Staged as a three-person drama, Kabaniaev’s latest work offers an abstract, capsule view of inner turmoil – a meeting in Purgatory of the three lost souls of one of Shakespeare’s most oft-cited tragedies.
The arrangement is simple, like a severe ikebana. Three lonely figures -- who start out sitting primly on black, coffin-like boxes -- each dance one by one in Expressionist, almost emotional solos. Lauren Main de Lucia, in a blood-red dress, devours the stage with deep Martha Graham-like stretches; Tina Kay Bohnstedt, in white, ripples as she pours backwards over the edge of her box; and as the central man of inaction, Edward Stegge turns his solo into a continuous throw of momentum with pulses of movement that seem to ripple outward through his limbs.
There is, nevertheless, some room for refinement in this production, which uses an atmospheric mix of music by Dmitri Shostakovich combined with vibrating basso sounds created on a metal sculpture by local artist and musician Nicolas Van Krijdt. The musical score capably builds in tension, although not-quite-intelligible quotes from the play—read in low monotones—bring no further clarity to the scene and seem unnecessary. We all know who the players are and the spoken lines bring an odd note of literality that jars one out of the meditative experience.
Still, “Remembering Hamlet” made for an intriguingly moody interlude in an otherwise fairly bright and upbeat program, which opened with Main and David Fonnegra in a peppy version of the famous duet for the Liberty Belle and El Capitan from George Balanchine’s rousing John Philip Sousa-inspired “Stars and Stripes.” If Main’s Belle tended a bit too much toward the simpering, still she displayed a satisfying technical strength, while Fonnegra’s cavalier put out loads of jaunty vigor, all adding up to a pleasant pairing with solid chemistry.
Also on the program was former Diablo dancer Kelly Teo’s 1999 “Dancing Miles,” which looked much better in the more intimate setting of the Lesher Center than at its Zellerbach Hall outing in January. Set to tunes recorded by Miles Davis such as “In a Silent Way,” “Someday My Prince Will Come,” and “Time after Time,” Teo’s loose jazzy, Bob Fosse shoulder and arm moves mixed with some compact bullet-speed choreography bore a lot of similarity to his own style as a dancer. Although the piece as a whole broke no new ground, its light humor and perky energy sat comfortably on the three couples -- in particular Mayo Sugano and Matthew Linzer.
The evening closed with co-artistic director Nikolai Kabaniaev’s humorous 1996 ballet-meets modern diversion, “Grand Pas d’Action.” By turns fluid and then slapstick, “Grand Pas d’Action” pits quotes from the famous classical ballets -- it’s even set to music by the late Romantic composer Alexander Glazunov – against modern freeform. Cartoonish and goofy, nevertheless, it had a few serious moments, many of them delivered by Cynthia Sheppard, who was notable as the modern dancer who throws caution to the wind, and herself at the balletically vainglorious Jekyns Pelaez. Linzer, as Sheppard’s modern dance cohort teamed again with Sugano, in full tutu and tiara regalia, to round out the cast.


§ WHAT YOU NEED TO DO:
Lift every line from the entries that includes the word "label".

[Extracted records]
============================================================

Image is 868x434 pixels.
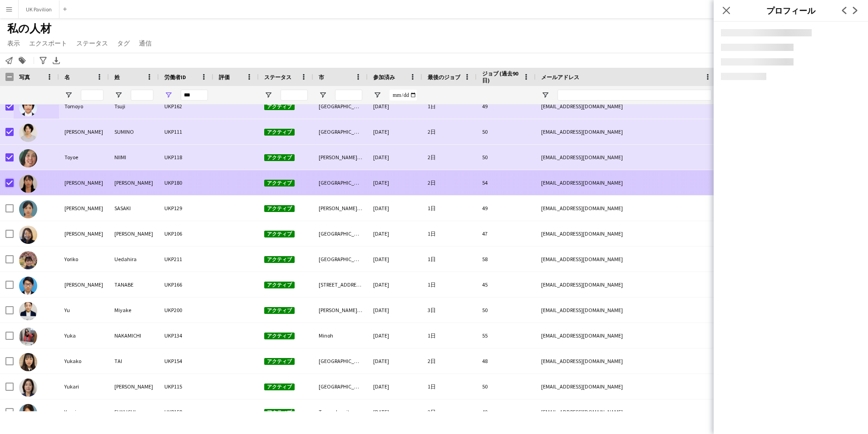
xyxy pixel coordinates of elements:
[373,73,395,81] span: 参加済み
[368,247,422,272] div: [DATE]
[535,348,717,373] div: [EMAIL_ADDRESS][DOMAIN_NAME]
[65,91,72,99] button: フィルターメニューを開く
[422,247,477,272] div: 1日
[159,94,213,119] div: UKP162
[477,247,535,272] div: 58
[368,272,422,297] div: [DATE]
[558,90,711,100] input: メールアドレス フィルター入力
[313,247,368,272] div: [GEOGRAPHIC_DATA]
[422,94,477,119] div: 1日
[368,196,422,221] div: [DATE]
[477,145,535,170] div: 50
[368,399,422,424] div: [DATE]
[264,103,295,110] span: アクティブ
[368,221,422,246] div: [DATE]
[713,5,868,17] h3: プロフィール
[264,409,295,415] span: アクティブ
[541,73,579,81] span: メールアドレス
[135,37,156,49] a: 通信
[7,22,51,35] span: 私の人材
[373,91,382,99] button: フィルターメニューを開く
[535,323,717,348] div: [EMAIL_ADDRESS][DOMAIN_NAME]
[535,145,717,170] div: [EMAIL_ADDRESS][DOMAIN_NAME]
[109,119,159,144] div: SUMINO
[313,348,368,373] div: [GEOGRAPHIC_DATA]
[264,383,295,390] span: アクティブ
[313,119,368,144] div: [GEOGRAPHIC_DATA] [DEMOGRAPHIC_DATA][GEOGRAPHIC_DATA]
[59,399,109,424] div: Yumie
[319,91,327,99] button: フィルターメニューを開く
[422,170,477,195] div: 2日
[535,221,717,246] div: [EMAIL_ADDRESS][DOMAIN_NAME]
[159,221,213,246] div: UKP106
[477,119,535,144] div: 50
[477,298,535,322] div: 50
[535,247,717,272] div: [EMAIL_ADDRESS][DOMAIN_NAME]
[59,272,109,297] div: [PERSON_NAME]
[109,247,159,272] div: Uedahira
[368,145,422,170] div: [DATE]
[313,272,368,297] div: [STREET_ADDRESS][PERSON_NAME]
[59,247,109,272] div: Yoriko
[109,196,159,221] div: SASAKI
[541,91,549,99] button: フィルターメニューを開く
[264,129,295,135] span: アクティブ
[159,272,213,297] div: UKP166
[19,327,37,345] img: Yuka NAKAMICHI
[19,98,37,116] img: Tomoyo Tsuji
[25,37,70,49] a: エクスポート
[114,37,133,49] a: タグ
[264,73,292,81] span: ステータス
[4,55,15,66] app-action-btn: ワークフォースに通知
[59,374,109,399] div: Yukari
[4,37,23,49] a: 表示
[159,348,213,373] div: UKP154
[29,39,68,47] span: エクスポート
[535,196,717,221] div: [EMAIL_ADDRESS][DOMAIN_NAME]
[109,221,159,246] div: [PERSON_NAME]
[19,123,37,142] img: Toshiko SUMINO
[159,196,213,221] div: UKP129
[264,256,295,262] span: アクティブ
[164,91,172,99] button: フィルターメニューを開く
[109,374,159,399] div: [PERSON_NAME]
[264,281,295,288] span: アクティブ
[7,39,20,47] span: 表示
[109,298,159,322] div: Miyake
[19,149,37,167] img: Toyoe NIIMI
[422,145,477,170] div: 2日
[482,70,520,83] span: ジョブ (過去90日)
[477,221,535,246] div: 47
[59,298,109,322] div: Yu
[477,170,535,195] div: 54
[313,374,368,399] div: [GEOGRAPHIC_DATA]
[19,200,37,218] img: Yoko SASAKI
[109,348,159,373] div: TAI
[428,73,460,81] span: 最後のジョブ
[313,170,368,195] div: [GEOGRAPHIC_DATA][GEOGRAPHIC_DATA]
[422,196,477,221] div: 1日
[59,170,109,195] div: [PERSON_NAME]
[368,170,422,195] div: [DATE]
[535,94,717,119] div: [EMAIL_ADDRESS][DOMAIN_NAME]
[19,352,37,371] img: Yukako TAI
[159,145,213,170] div: UKP118
[313,298,368,322] div: [PERSON_NAME][GEOGRAPHIC_DATA]
[19,301,37,320] img: Yu Miyake
[264,180,295,186] span: アクティブ
[535,399,717,424] div: [EMAIL_ADDRESS][DOMAIN_NAME]
[535,374,717,399] div: [EMAIL_ADDRESS][DOMAIN_NAME]
[219,73,230,81] span: 評価
[115,73,120,81] span: 姓
[368,323,422,348] div: [DATE]
[264,307,295,313] span: アクティブ
[264,205,295,211] span: アクティブ
[313,145,368,170] div: [PERSON_NAME][GEOGRAPHIC_DATA]
[19,174,37,193] img: Yoko Matsumoto
[59,323,109,348] div: Yuka
[59,119,109,144] div: [PERSON_NAME]
[159,247,213,272] div: UKP211
[164,73,186,81] span: 労働者ID
[19,73,30,81] span: 写真
[65,73,69,81] span: 名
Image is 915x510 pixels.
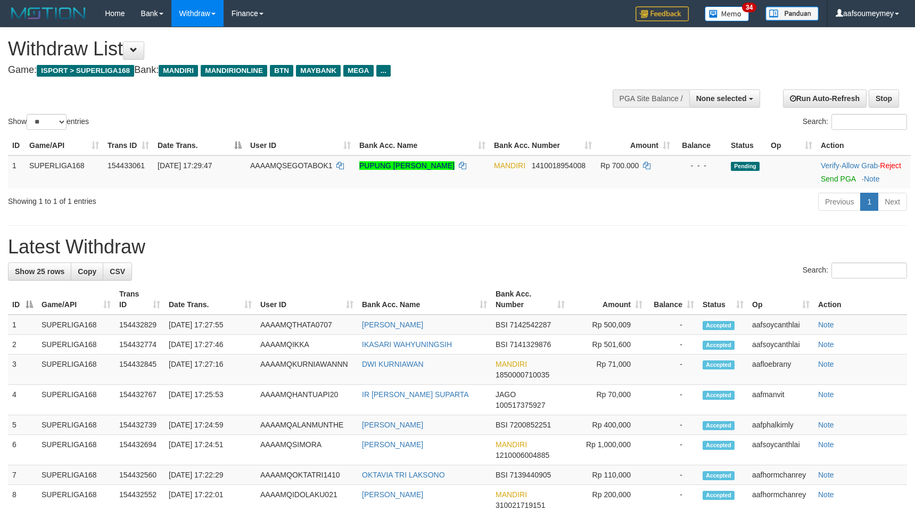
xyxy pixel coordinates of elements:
[164,465,256,485] td: [DATE] 17:22:29
[496,370,549,379] span: Copy 1850000710035 to clipboard
[115,435,164,465] td: 154432694
[569,385,647,415] td: Rp 70,000
[532,161,586,170] span: Copy 1410018954008 to clipboard
[818,320,834,329] a: Note
[647,465,698,485] td: -
[818,390,834,399] a: Note
[37,335,115,355] td: SUPERLIGA168
[296,65,341,77] span: MAYBANK
[509,340,551,349] span: Copy 7141329876 to clipboard
[748,465,814,485] td: aafhormchanrey
[115,284,164,315] th: Trans ID: activate to sort column ascending
[748,435,814,465] td: aafsoycanthlai
[705,6,749,21] img: Button%20Memo.svg
[37,415,115,435] td: SUPERLIGA168
[115,385,164,415] td: 154432767
[818,421,834,429] a: Note
[818,360,834,368] a: Note
[647,435,698,465] td: -
[569,355,647,385] td: Rp 71,000
[818,471,834,479] a: Note
[37,65,134,77] span: ISPORT > SUPERLIGA168
[362,340,452,349] a: IKASARI WAHYUNINGSIH
[496,471,508,479] span: BSI
[818,340,834,349] a: Note
[767,136,817,155] th: Op: activate to sort column ascending
[703,341,735,350] span: Accepted
[37,315,115,335] td: SUPERLIGA168
[817,155,911,188] td: · ·
[698,284,748,315] th: Status: activate to sort column ascending
[355,136,490,155] th: Bank Acc. Name: activate to sort column ascending
[270,65,293,77] span: BTN
[8,415,37,435] td: 5
[115,465,164,485] td: 154432560
[783,89,867,108] a: Run Auto-Refresh
[814,284,907,315] th: Action
[748,385,814,415] td: aafmanvit
[831,262,907,278] input: Search:
[803,262,907,278] label: Search:
[748,415,814,435] td: aafphalkimly
[765,6,819,21] img: panduan.png
[748,284,814,315] th: Op: activate to sort column ascending
[15,267,64,276] span: Show 25 rows
[817,136,911,155] th: Action
[596,136,674,155] th: Amount: activate to sort column ascending
[8,435,37,465] td: 6
[8,315,37,335] td: 1
[703,321,735,330] span: Accepted
[164,284,256,315] th: Date Trans.: activate to sort column ascending
[496,451,549,459] span: Copy 1210006004885 to clipboard
[679,160,722,171] div: - - -
[362,440,423,449] a: [PERSON_NAME]
[256,315,358,335] td: AAAAMQTHATA0707
[696,94,747,103] span: None selected
[8,38,599,60] h1: Withdraw List
[496,421,508,429] span: BSI
[256,355,358,385] td: AAAAMQKURNIAWANNN
[256,385,358,415] td: AAAAMQHANTUAPI20
[703,421,735,430] span: Accepted
[8,65,599,76] h4: Game: Bank:
[37,465,115,485] td: SUPERLIGA168
[8,155,25,188] td: 1
[703,391,735,400] span: Accepted
[803,114,907,130] label: Search:
[496,390,516,399] span: JAGO
[164,415,256,435] td: [DATE] 17:24:59
[496,490,527,499] span: MANDIRI
[818,193,861,211] a: Previous
[8,192,373,207] div: Showing 1 to 1 of 1 entries
[362,421,423,429] a: [PERSON_NAME]
[703,491,735,500] span: Accepted
[748,315,814,335] td: aafsoycanthlai
[727,136,767,155] th: Status
[689,89,760,108] button: None selected
[115,415,164,435] td: 154432739
[496,340,508,349] span: BSI
[748,335,814,355] td: aafsoycanthlai
[164,315,256,335] td: [DATE] 17:27:55
[842,161,880,170] span: ·
[37,355,115,385] td: SUPERLIGA168
[880,161,901,170] a: Reject
[362,320,423,329] a: [PERSON_NAME]
[37,435,115,465] td: SUPERLIGA168
[103,136,153,155] th: Trans ID: activate to sort column ascending
[115,355,164,385] td: 154432845
[153,136,246,155] th: Date Trans.: activate to sort column descending
[647,315,698,335] td: -
[831,114,907,130] input: Search:
[359,161,455,170] a: PUPUNG [PERSON_NAME]
[703,360,735,369] span: Accepted
[613,89,689,108] div: PGA Site Balance /
[674,136,727,155] th: Balance
[250,161,333,170] span: AAAAMQSEGOTABOK1
[569,435,647,465] td: Rp 1,000,000
[869,89,899,108] a: Stop
[8,355,37,385] td: 3
[496,320,508,329] span: BSI
[164,355,256,385] td: [DATE] 17:27:16
[8,465,37,485] td: 7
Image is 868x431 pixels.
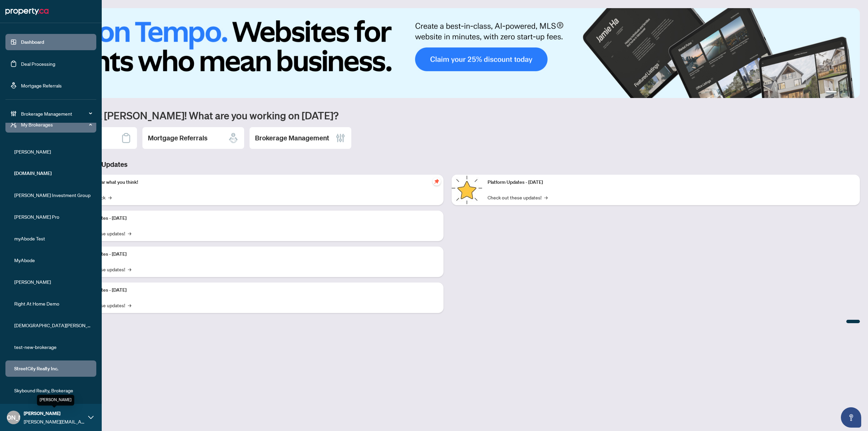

============================================================

§ TASK ANSWER:
[803,262,907,278] label: Search:
[803,114,907,130] label: Search:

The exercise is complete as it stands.